Any Place Will Do
Our Reflections series is an opportunity for OMF missionaries and staff to share thoughts about life in service to Christ.
2 Minute Read
By David Sheahan
One day, slogging through jet lag after arriving back in Thailand, I opened Robert Louis Stevenson’s Essays on Travel to find the following insight:
“I have often been tempted to put forth the paradox that any place is good enough to live a life in…For, if we only stay long enough, we become at home in the neighborhood. Reminiscences spring up, like flowers, about uninteresting corners. We forget to some degree the superior loveliness of other places, and fall into a tolerant and sympathetic spirit which is its own reward and justification.”
The psychology of settling into a new place is indeed subtle, and even more so when the settling involves crossing a linguistic and cultural divide. But culture shock (forward or reverse) will not prevail, and not because we design battle plans against it! If we only stay long enough we become at home in the neighborhood—and that makes it good enough to live in.
On another point, however, I found myself in disagreement with the essayist. In the same book he gives very particular advice about where we should live. In his essay The Ideal House he says, “It must be open to the east, or you will miss the sunrise; sunset occurring so much later, you can go up a few steps and look the other way.”
I sat reading those words in our Thai home that has a total of three windows, each facing west—facing west directly into the taller concrete wall of our neighbor’s house! I read the words and shook my head. As much as God blesses through sunrises and sunsets, it is often obviously not possible to build our houses around them—or any other blessing God promises.
That is not a problem. God’s blessings find us even when we are not poised to find them! Any place will do for these gracious encounters!
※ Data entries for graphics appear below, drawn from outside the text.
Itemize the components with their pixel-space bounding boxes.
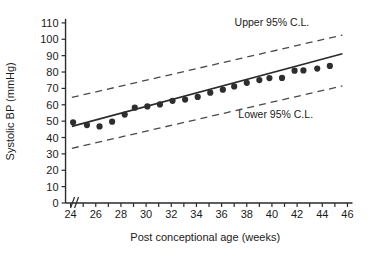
- data-point: [244, 80, 250, 86]
- y-tick-label: 0: [52, 197, 58, 209]
- data-point: [182, 96, 188, 102]
- data-point: [195, 94, 201, 100]
- y-tick-label: 60: [46, 99, 58, 111]
- x-tick-label: 36: [215, 208, 227, 220]
- confidence-limit-annotation: Lower 95% C.L.: [238, 108, 313, 120]
- x-tick-label: 34: [190, 208, 202, 220]
- y-tick-label: 70: [46, 82, 58, 94]
- data-point: [291, 68, 297, 74]
- data-point: [207, 90, 213, 96]
- x-tick-label: 42: [291, 208, 303, 220]
- data-point: [231, 83, 237, 89]
- x-tick-label: 24: [64, 208, 76, 220]
- y-tick-label: 50: [46, 115, 58, 127]
- y-tick-label: 90: [46, 50, 58, 62]
- scatter-plot-svg: 0102030405060708090100110 24262830323436…: [0, 0, 371, 260]
- data-point: [84, 122, 90, 128]
- y-tick-label: 110: [41, 17, 59, 29]
- x-tick-label: 40: [266, 208, 278, 220]
- data-point: [144, 103, 150, 109]
- confidence-limit-annotation: Upper 95% C.L.: [235, 16, 310, 28]
- y-tick-label: 40: [46, 132, 58, 144]
- x-axis-title: Post conceptional age (weeks): [130, 231, 280, 243]
- data-point: [169, 98, 175, 104]
- x-tick-label: 32: [165, 208, 177, 220]
- data-point: [96, 123, 102, 129]
- data-point: [122, 111, 128, 117]
- y-tick-label: 20: [46, 164, 58, 176]
- x-tick-label: 46: [341, 208, 353, 220]
- data-point: [157, 101, 163, 107]
- data-point: [266, 75, 272, 81]
- y-axis-title: Systolic BP (mmHg): [4, 62, 16, 160]
- x-tick-label: 26: [90, 208, 102, 220]
- y-tick-label: 80: [46, 66, 58, 78]
- x-tick-label: 30: [140, 208, 152, 220]
- data-point: [70, 119, 76, 125]
- data-point: [256, 77, 262, 83]
- chart-figure: 0102030405060708090100110 24262830323436…: [0, 0, 371, 260]
- x-tick-label: 38: [241, 208, 253, 220]
- data-point: [279, 75, 285, 81]
- data-point: [109, 119, 115, 125]
- y-tick-label: 30: [46, 148, 58, 160]
- x-tick-label: 44: [316, 208, 328, 220]
- data-point: [300, 67, 306, 73]
- data-point: [314, 65, 320, 71]
- data-point: [220, 87, 226, 93]
- data-point: [327, 63, 333, 69]
- x-tick-label: 28: [115, 208, 127, 220]
- y-tick-label: 100: [40, 33, 58, 45]
- data-point: [132, 105, 138, 111]
- y-tick-label: 10: [46, 181, 58, 193]
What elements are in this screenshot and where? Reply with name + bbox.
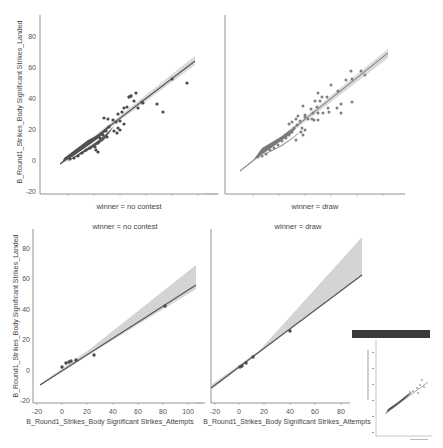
- x-tick: 20: [260, 408, 268, 415]
- x-tick: 0: [237, 408, 241, 415]
- panel-bottom-left: winner = no contest 80 60 40 20 0 -20 -2…: [12, 222, 204, 426]
- x-tick: -20: [210, 408, 220, 415]
- y-tick: 0: [32, 157, 36, 164]
- y-tick: 20: [22, 336, 30, 343]
- facet-scatter-figure: winner = no contest 80 60 40 20 0 -20 B_…: [0, 0, 443, 448]
- y-tick: 80: [28, 33, 36, 40]
- x-tick: 60: [134, 408, 142, 415]
- panel-top-left: winner = no contest 80 60 40 20 0 -20 B_…: [16, 15, 218, 211]
- panel-title: winner = draw: [274, 222, 322, 231]
- x-axis-label: B_Round1_Strikes_Body Significant Strike…: [203, 418, 371, 426]
- x-tick: 20: [83, 408, 91, 415]
- panel-title: winner = no contest: [95, 202, 162, 211]
- y-tick: 40: [28, 95, 36, 102]
- panel-top-right: winner = draw: [205, 15, 405, 211]
- x-tick: 0: [60, 408, 64, 415]
- y-tick: -20: [26, 188, 36, 195]
- x-tick: 80: [337, 408, 345, 415]
- y-tick: 20: [28, 126, 36, 133]
- x-tick: 80: [159, 408, 167, 415]
- panel-bottom-right: winner = draw -20 0 20 40 60 80 B_Round1…: [196, 222, 371, 426]
- y-tick: 60: [28, 64, 36, 71]
- panel-title: winner = draw: [291, 202, 339, 211]
- x-tick: -20: [32, 408, 42, 415]
- x-tick: 100: [182, 408, 194, 415]
- y-tick: 80: [22, 245, 30, 252]
- x-tick: 40: [109, 408, 117, 415]
- y-tick: 60: [22, 275, 30, 282]
- x-tick: 60: [311, 408, 319, 415]
- y-tick: 0: [26, 367, 30, 374]
- y-axis-label: B_Round1_Strikes_Body Significant Strike…: [16, 20, 24, 183]
- panel-title: winner = no contest: [91, 222, 158, 231]
- inset-header-bar: [352, 330, 430, 338]
- x-axis-label: B_Round1_Strikes_Body Significant Strike…: [26, 418, 194, 426]
- x-tick: 40: [286, 408, 294, 415]
- y-axis-label: B_Round1_Strikes_Body Significant Strike…: [12, 234, 20, 397]
- y-tick: 40: [22, 306, 30, 313]
- y-tick: -20: [20, 397, 30, 404]
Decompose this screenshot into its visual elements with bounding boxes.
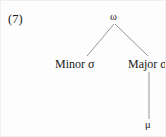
prosodic-word-node: ω	[110, 12, 117, 23]
example-number-label: (7)	[8, 13, 23, 26]
branch-omega-to-major-sigma	[115, 24, 148, 56]
branch-omega-to-minor-sigma	[87, 24, 114, 56]
minor-syllable-node: Minor σ	[55, 58, 94, 70]
mora-node: μ	[145, 120, 151, 131]
prosodic-tree-figure: (7) ω Minor σ Major σ μ	[0, 0, 166, 137]
major-syllable-node: Major σ	[128, 58, 166, 70]
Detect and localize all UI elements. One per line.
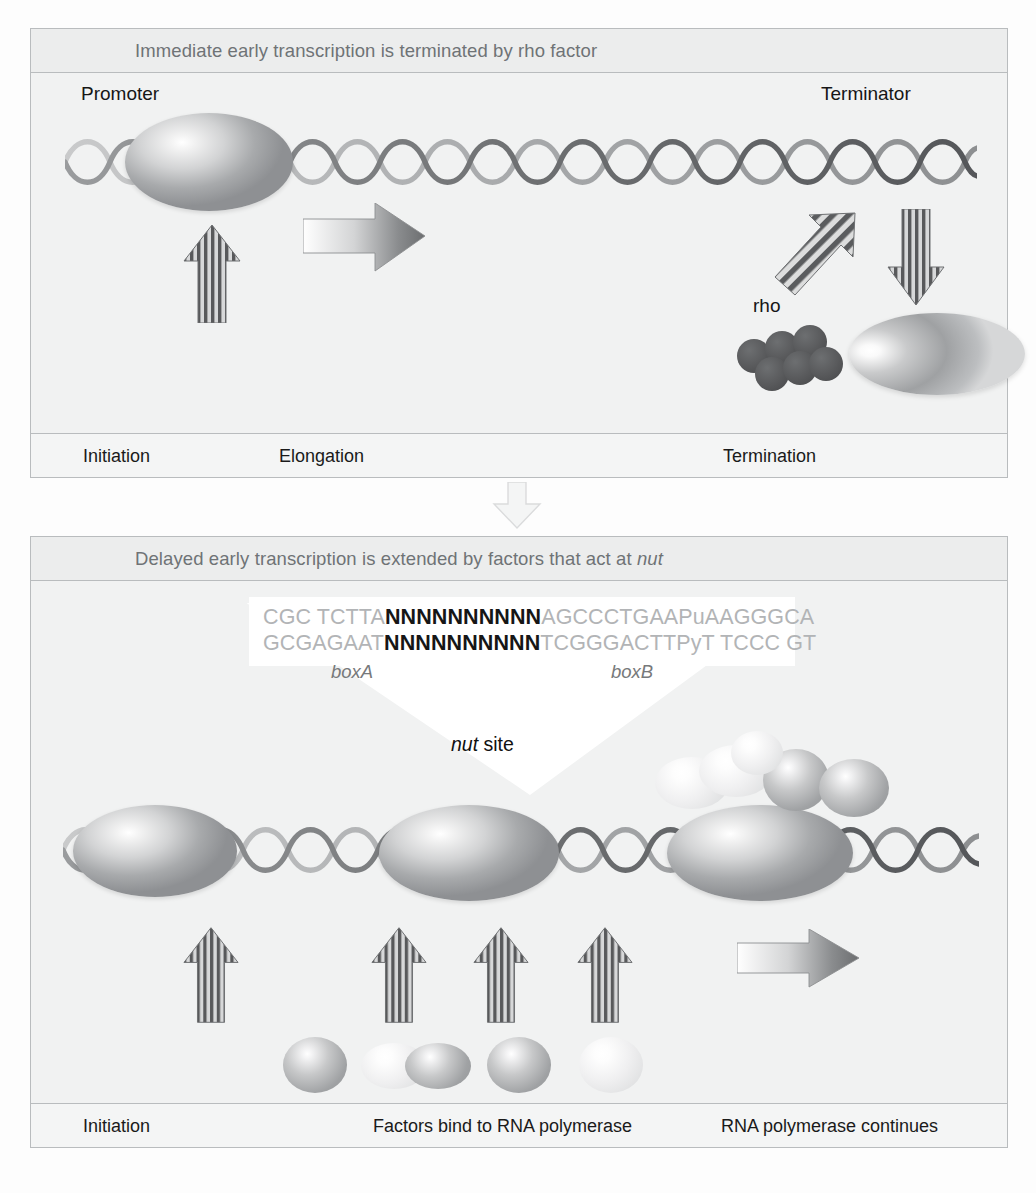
nut-sequence-top-strand: CGC TCTTANNNNNNNNNNAGCCCTGAAPuAAGGGCA	[263, 605, 781, 631]
protein-sphere-pn	[579, 1037, 643, 1093]
gradient-right-arrow-icon	[737, 929, 859, 989]
panel-top-body: Promoter Terminator	[31, 73, 1007, 435]
footer-initiation: Initiation	[83, 1115, 150, 1136]
terminator-label: Terminator	[821, 83, 911, 105]
protein-sphere-nusa	[487, 1037, 551, 1093]
nut-sequence-box: CGC TCTTANNNNNNNNNNAGCCCTGAAPuAAGGGCA GC…	[249, 597, 795, 666]
panel-bottom-title-italic: nut	[637, 548, 663, 569]
figure-canvas: Immediate early transcription is termina…	[0, 0, 1036, 1193]
bound-factor-nusg-icon	[731, 731, 783, 775]
transition-down-arrow-icon	[488, 482, 546, 534]
striped-up-arrow-icon	[183, 927, 239, 1023]
boxB-label: boxB	[611, 661, 653, 683]
footer-initiation: Initiation	[83, 445, 150, 466]
panel-top-footer: Initiation Elongation Termination	[31, 433, 1007, 477]
protein-sphere-nusg	[283, 1037, 347, 1093]
panel-bottom-title-bar: Delayed early transcription is extended …	[31, 537, 1007, 581]
footer-factors-bind: Factors bind to RNA polymerase	[373, 1115, 632, 1136]
protein-sphere-s10	[405, 1043, 471, 1089]
striped-down-arrow-icon	[887, 209, 945, 305]
panel-immediate-early: Immediate early transcription is termina…	[30, 28, 1008, 478]
nut-site-label: nut site	[451, 733, 514, 756]
rho-body-ellipse-icon	[849, 313, 1025, 395]
panel-bottom-body: CGC TCTTANNNNNNNNNNAGCCCTGAAPuAAGGGCA GC…	[31, 581, 1007, 1105]
panel-top-title-bar: Immediate early transcription is termina…	[31, 29, 1007, 73]
panel-top-title: Immediate early transcription is termina…	[83, 40, 597, 62]
rna-polymerase-ellipse-icon	[125, 113, 293, 211]
panel-bottom-footer: Initiation Factors bind to RNA polymeras…	[31, 1103, 1007, 1147]
panel-bottom-title: Delayed early transcription is extended …	[83, 548, 663, 570]
striped-up-arrow-icon	[473, 927, 529, 1023]
footer-termination: Termination	[723, 445, 816, 466]
panel-delayed-early: Delayed early transcription is extended …	[30, 536, 1008, 1148]
promoter-label: Promoter	[81, 83, 159, 105]
bound-factor-pn-icon	[819, 759, 889, 817]
nut-sequence-bottom-strand: GCGAGAATNNNNNNNNNNTCGGGACTTPyT TCCC GT	[263, 631, 781, 657]
striped-diagonal-arrow-icon	[773, 209, 859, 301]
boxA-label: boxA	[331, 661, 373, 683]
footer-elongation: Elongation	[279, 445, 364, 466]
striped-up-arrow-icon	[371, 927, 427, 1023]
rna-polymerase-ellipse-icon	[667, 805, 853, 901]
striped-up-arrow-icon	[183, 225, 241, 323]
footer-polymerase-continues: RNA polymerase continues	[721, 1115, 938, 1136]
rho-label: rho	[753, 295, 780, 317]
rho-hexamer-icon	[737, 325, 843, 389]
gradient-right-arrow-icon	[303, 203, 425, 273]
rna-polymerase-ellipse-icon	[73, 805, 237, 897]
rna-polymerase-ellipse-icon	[379, 805, 559, 901]
striped-up-arrow-icon	[577, 927, 633, 1023]
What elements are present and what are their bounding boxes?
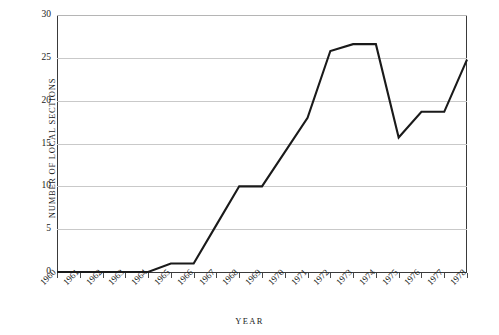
data-series-line <box>57 15 467 272</box>
y-axis-tick-label: 25 <box>17 52 51 62</box>
series-polyline <box>57 44 467 272</box>
y-axis-tick-label: 15 <box>17 138 51 148</box>
plot-area <box>57 15 467 272</box>
y-axis-tick-label: 20 <box>17 95 51 105</box>
x-axis-title: YEAR <box>0 316 499 326</box>
y-axis-tick-label: 5 <box>17 223 51 233</box>
y-axis-tick-label: 10 <box>17 180 51 190</box>
line-chart: NUMBER OF LOCAL SECTIONS YEAR 0510152025… <box>0 0 499 335</box>
y-axis-tick-label: 30 <box>17 9 51 19</box>
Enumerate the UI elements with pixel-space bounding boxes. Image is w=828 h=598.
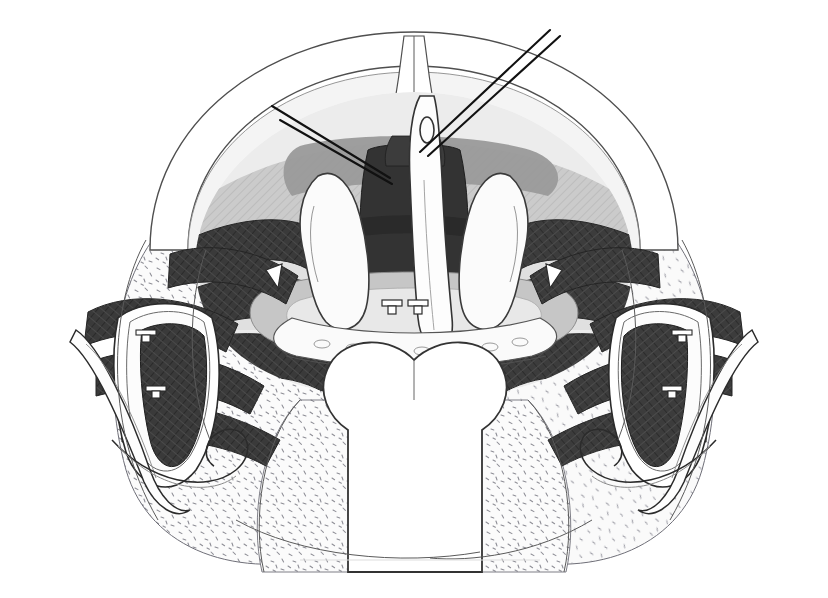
surgical-anatomical-illustration: [0, 0, 828, 598]
illustration-canvas: Retropubic pelvic dissection — anterior …: [0, 0, 828, 598]
retractor-fenestration: [420, 117, 434, 143]
central-organ: [323, 342, 506, 572]
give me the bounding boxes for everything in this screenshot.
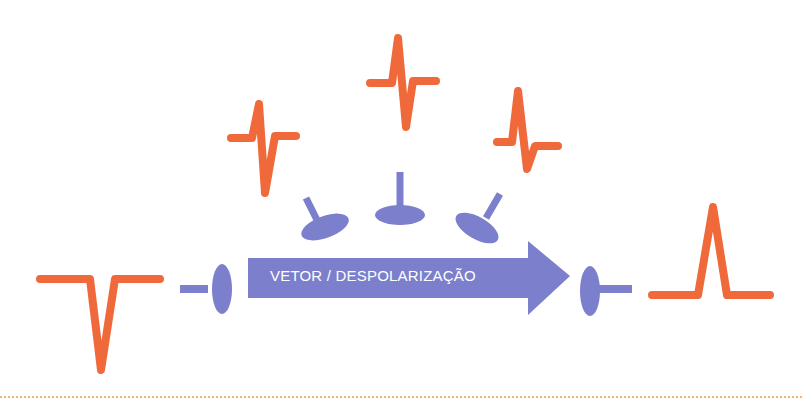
- right-electrode-icon: [580, 266, 632, 316]
- biphasic-waveform-top-center-icon: [370, 38, 436, 127]
- upper-left-electrode-icon: [298, 198, 353, 246]
- top-center-electrode-icon: [375, 172, 425, 225]
- biphasic-waveform-upper-right-icon: [497, 91, 558, 169]
- positive-deflection-waveform-icon: [652, 207, 770, 295]
- dotted-divider: [0, 396, 802, 398]
- diagram-graphics: [0, 0, 802, 402]
- depolarization-vector-diagram: VETOR / DESPOLARIZAÇÃO: [0, 0, 802, 402]
- left-electrode-icon: [180, 264, 232, 314]
- negative-deflection-waveform-icon: [40, 279, 160, 370]
- upper-right-electrode-icon: [451, 194, 504, 250]
- vector-arrow-label: VETOR / DESPOLARIZAÇÃO: [248, 259, 528, 293]
- biphasic-waveform-upper-left-icon: [231, 104, 296, 193]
Any neighborhood, any culture, any constrained position or state we find ourselves in.
Author Bio
Since 1990 David and Anne Sheahan have served on the OMF Thailand field in church planting and leadership development. Currently they are filling a role on the US Member Care team, based in Madison, WI.
My comment is that I don’t feel I could happily live in a desert-like place with no or almost no trees. Nor in a crowded city with nothing but high buildings to look at or in a slum. But I read once about a young priest who dedicated his life to living in a hovel in the slum of an Indian city because he wanted to bless the people there and incarnate Christ’s life among them. Clearly, we are too bound by the desire to find our heaven on earth in this life.